*** Opening of Data to process ***
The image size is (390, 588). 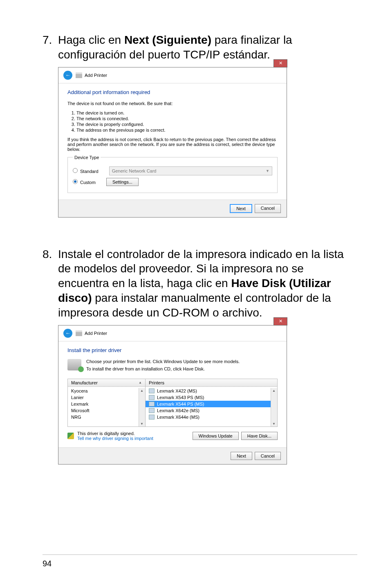 What do you see at coordinates (211, 383) in the screenshot?
I see `printers-header: Printers` at bounding box center [211, 383].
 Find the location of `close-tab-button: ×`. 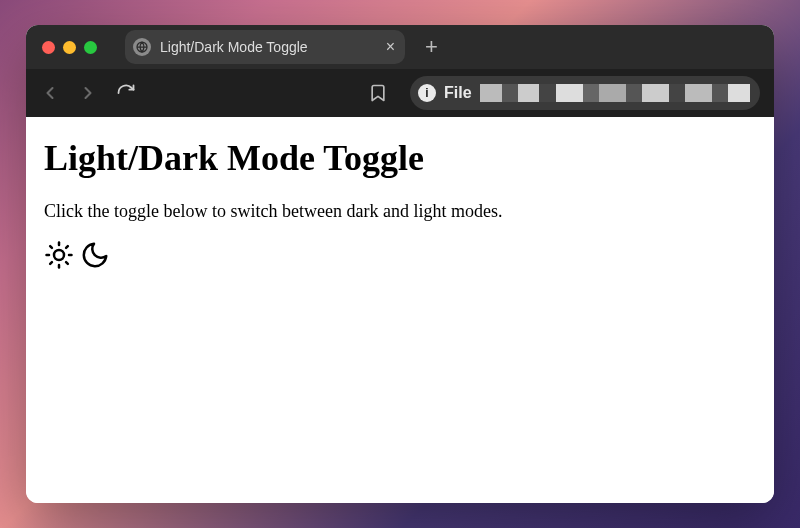

close-tab-button: × is located at coordinates (390, 47).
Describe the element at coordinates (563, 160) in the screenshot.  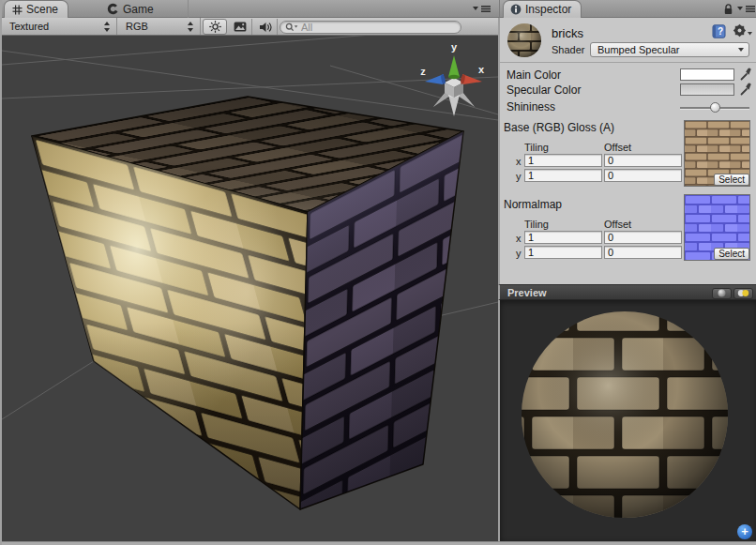
I see `base-tiling-x-field` at that location.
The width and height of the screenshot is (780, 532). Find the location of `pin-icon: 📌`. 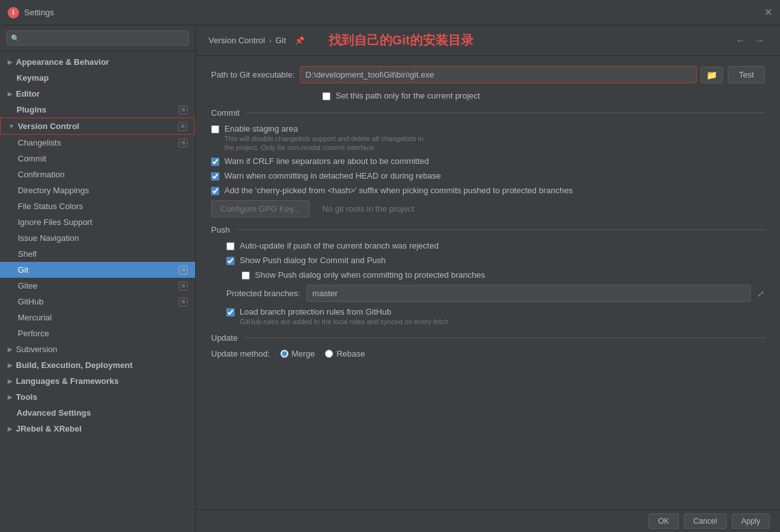

pin-icon: 📌 is located at coordinates (300, 41).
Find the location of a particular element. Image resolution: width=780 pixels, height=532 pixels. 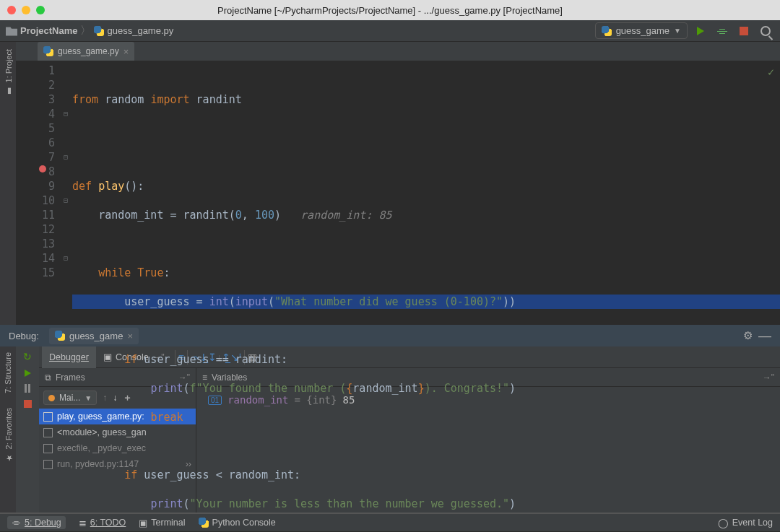

star-icon: ★ is located at coordinates (9, 458).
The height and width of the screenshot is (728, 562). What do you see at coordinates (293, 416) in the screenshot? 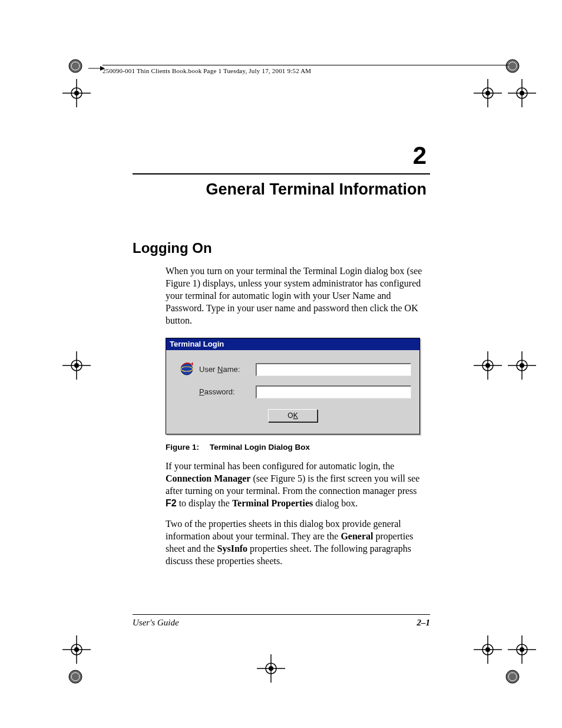
I see `ok-button: OK` at bounding box center [293, 416].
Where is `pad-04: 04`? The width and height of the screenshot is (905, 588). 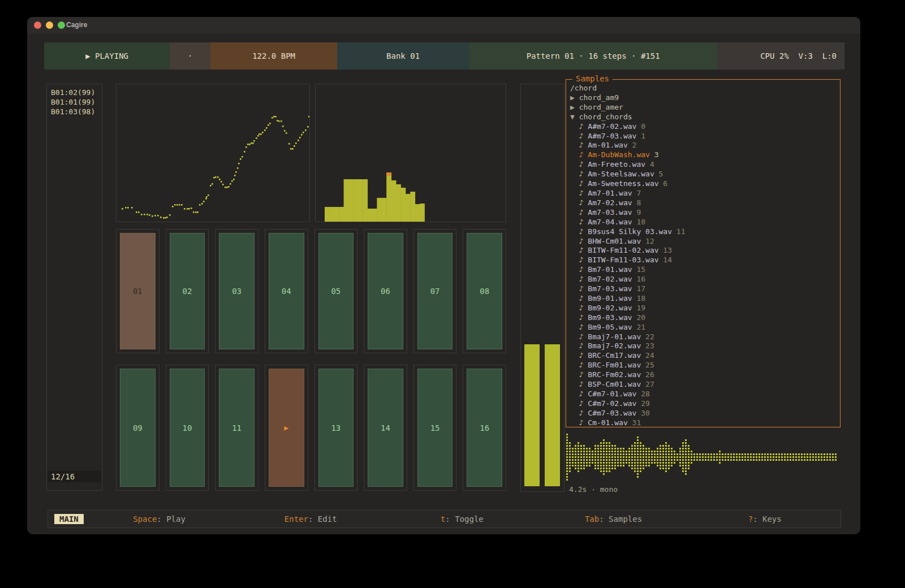 pad-04: 04 is located at coordinates (286, 291).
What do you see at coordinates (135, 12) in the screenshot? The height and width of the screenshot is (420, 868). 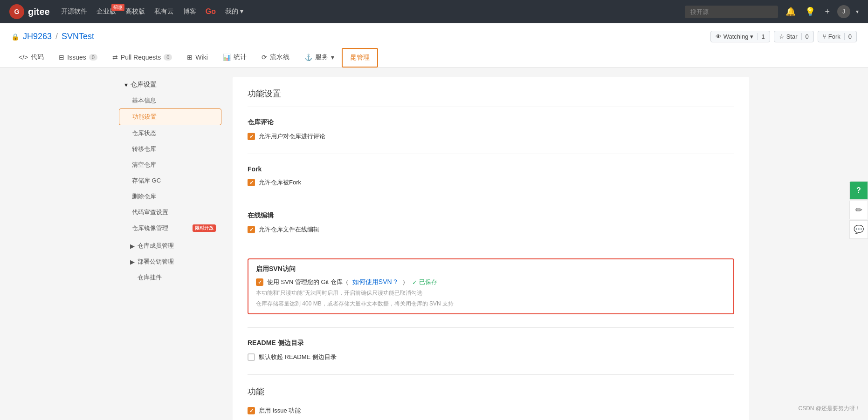 I see `nav-university: 高校版` at bounding box center [135, 12].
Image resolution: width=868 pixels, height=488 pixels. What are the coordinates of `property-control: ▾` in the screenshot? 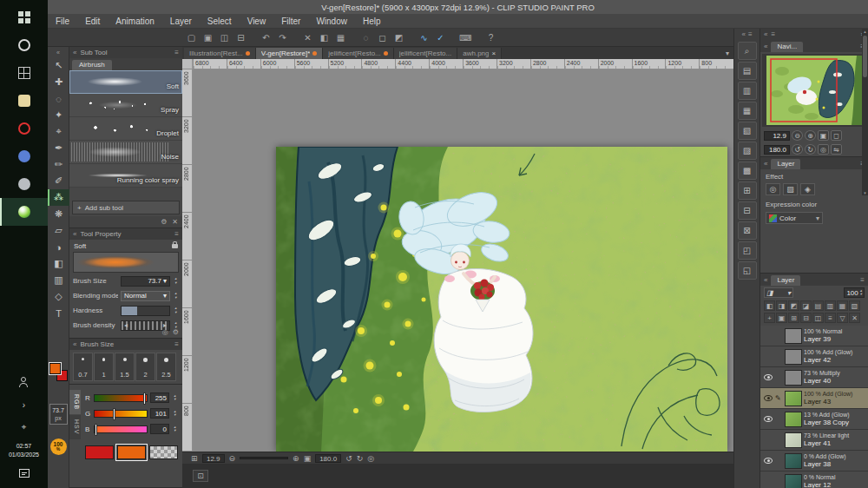 It's located at (146, 311).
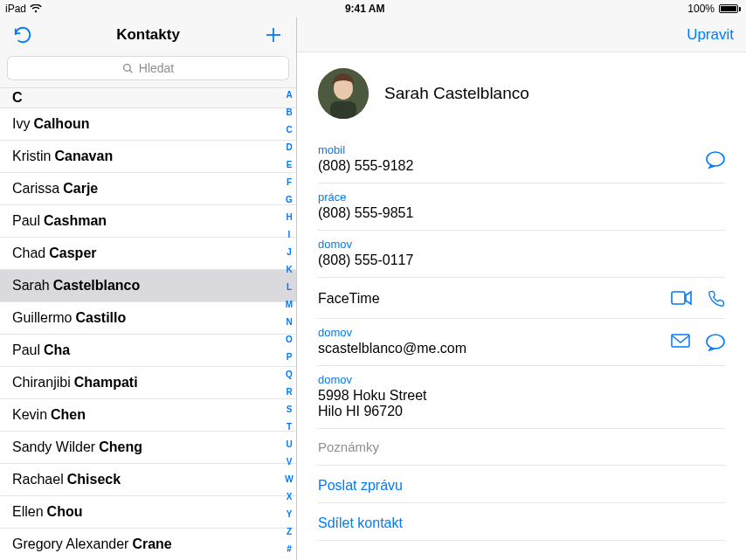 This screenshot has height=560, width=746. I want to click on index-letter: A, so click(288, 95).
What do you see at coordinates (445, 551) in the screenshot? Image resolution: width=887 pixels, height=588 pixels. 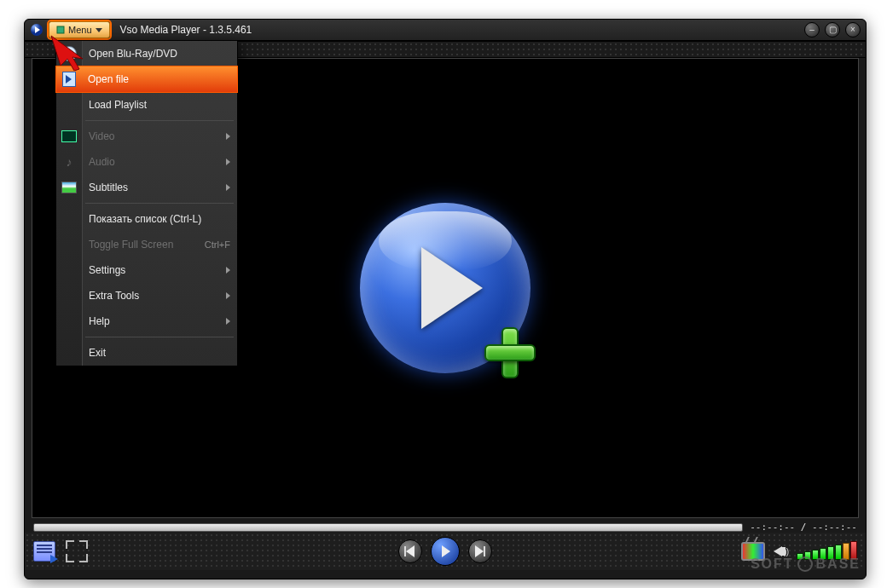 I see `controls-bar: )) SOFT BASE` at bounding box center [445, 551].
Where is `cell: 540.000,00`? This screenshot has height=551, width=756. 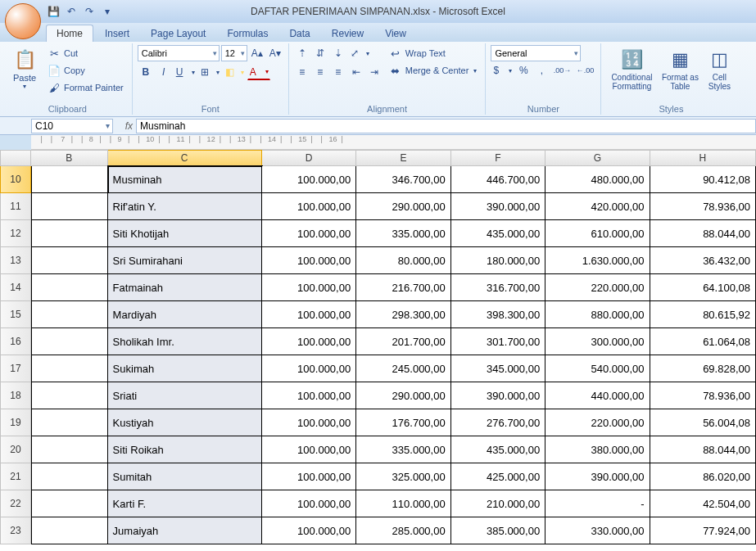
cell: 540.000,00 is located at coordinates (598, 368).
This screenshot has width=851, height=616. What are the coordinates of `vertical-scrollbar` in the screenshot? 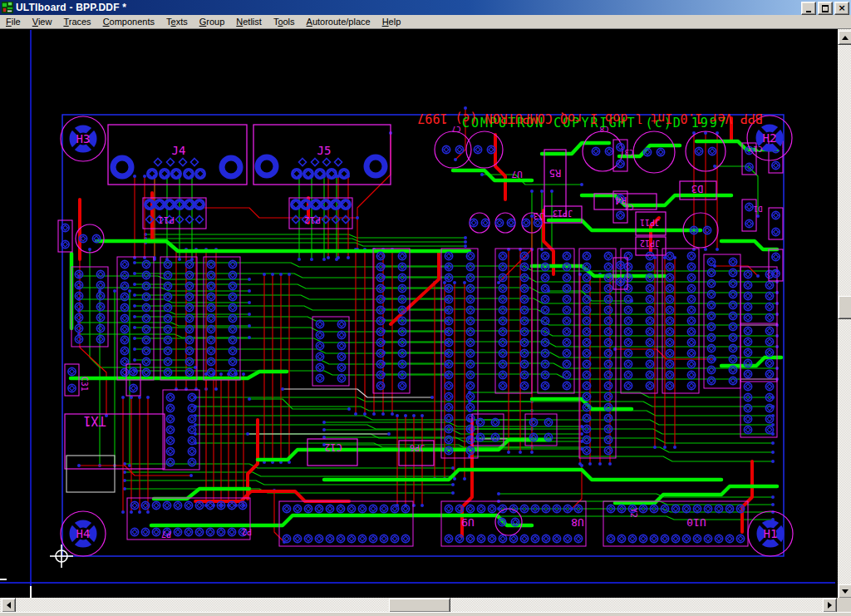 It's located at (844, 313).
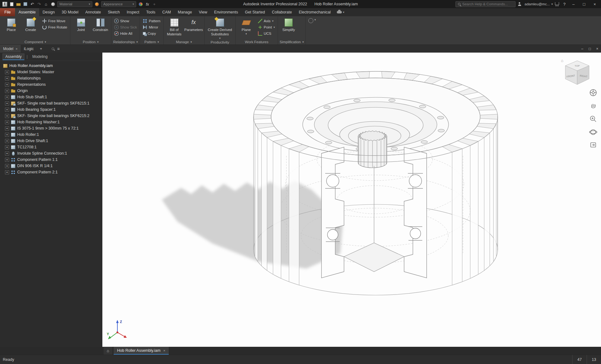 Image resolution: width=601 pixels, height=364 pixels. I want to click on maximize-button: □, so click(584, 4).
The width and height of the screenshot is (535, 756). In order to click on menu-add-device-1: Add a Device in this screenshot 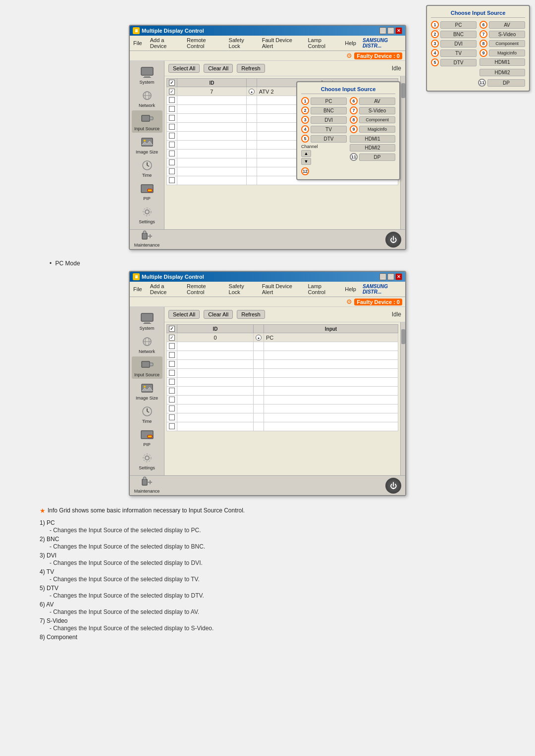, I will do `click(164, 43)`.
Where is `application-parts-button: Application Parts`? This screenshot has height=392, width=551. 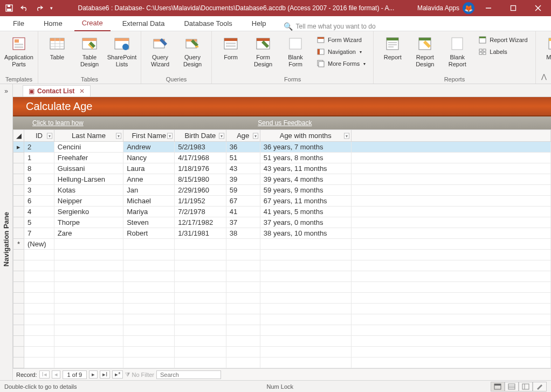
application-parts-button: Application Parts is located at coordinates (19, 54).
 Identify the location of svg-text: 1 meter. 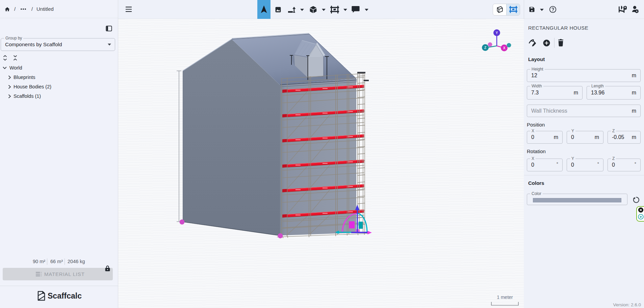
(505, 297).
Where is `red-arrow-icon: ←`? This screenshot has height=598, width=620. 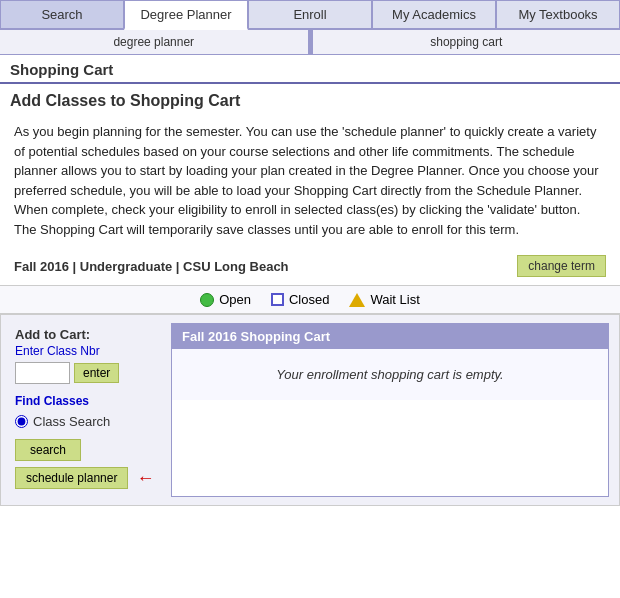
red-arrow-icon: ← is located at coordinates (145, 478).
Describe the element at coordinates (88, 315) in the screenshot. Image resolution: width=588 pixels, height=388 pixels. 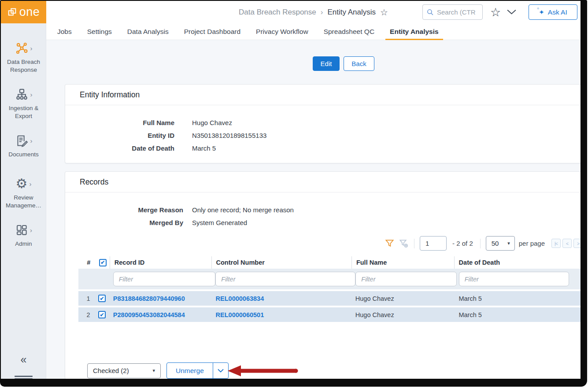
I see `row-number: 2` at that location.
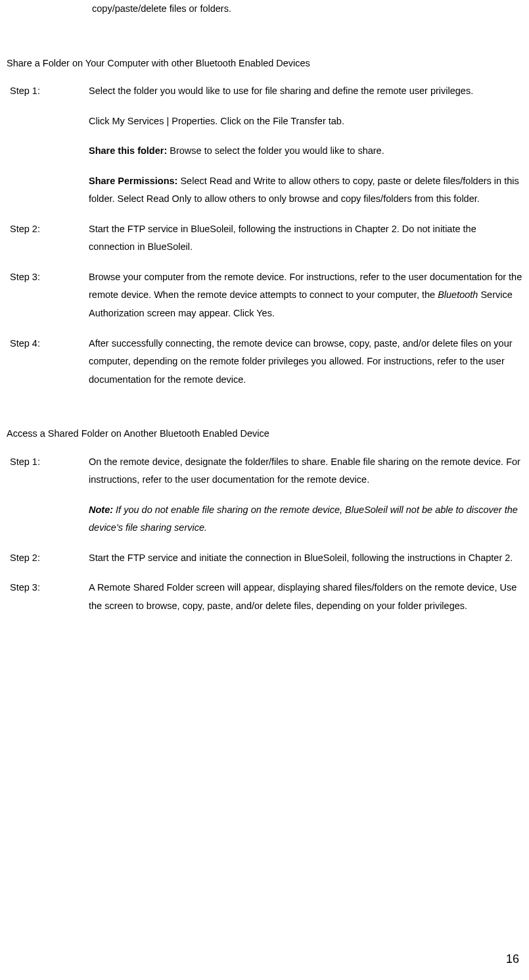 The image size is (529, 980). What do you see at coordinates (266, 145) in the screenshot?
I see `step-row: Step 1: Select the folder you would like…` at bounding box center [266, 145].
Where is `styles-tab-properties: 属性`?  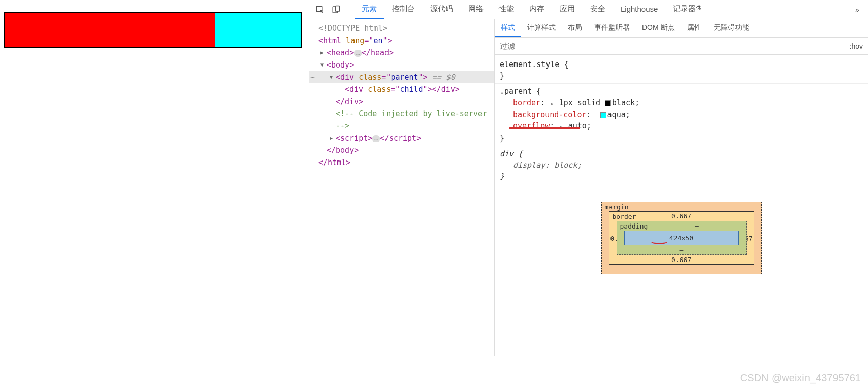
styles-tab-properties: 属性 is located at coordinates (694, 28).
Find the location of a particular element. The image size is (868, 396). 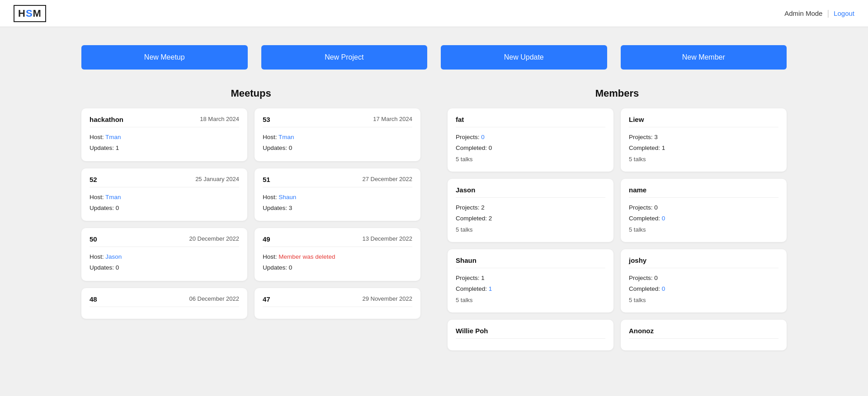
*** Close of Data to process ***
Assignment: Transcribe exactly the lines that go from the one holding "Describe the element at coordinates (88, 315)" through the last line of the entries, both included, and nothing besides them. Do not include any pictures.

Task response:
Describe the element at coordinates (88, 315) in the screenshot. Image resolution: width=588 pixels, height=388 pixels. 
I see `row-number: 2` at that location.
 The image size is (529, 980). What do you see at coordinates (266, 145) in the screenshot?
I see `step-row: Step 1: Select the folder you would like…` at bounding box center [266, 145].
Where is `styles-tab-properties: 属性`?  
styles-tab-properties: 属性 is located at coordinates (694, 28).
Find the location of a particular element. The image size is (868, 396). 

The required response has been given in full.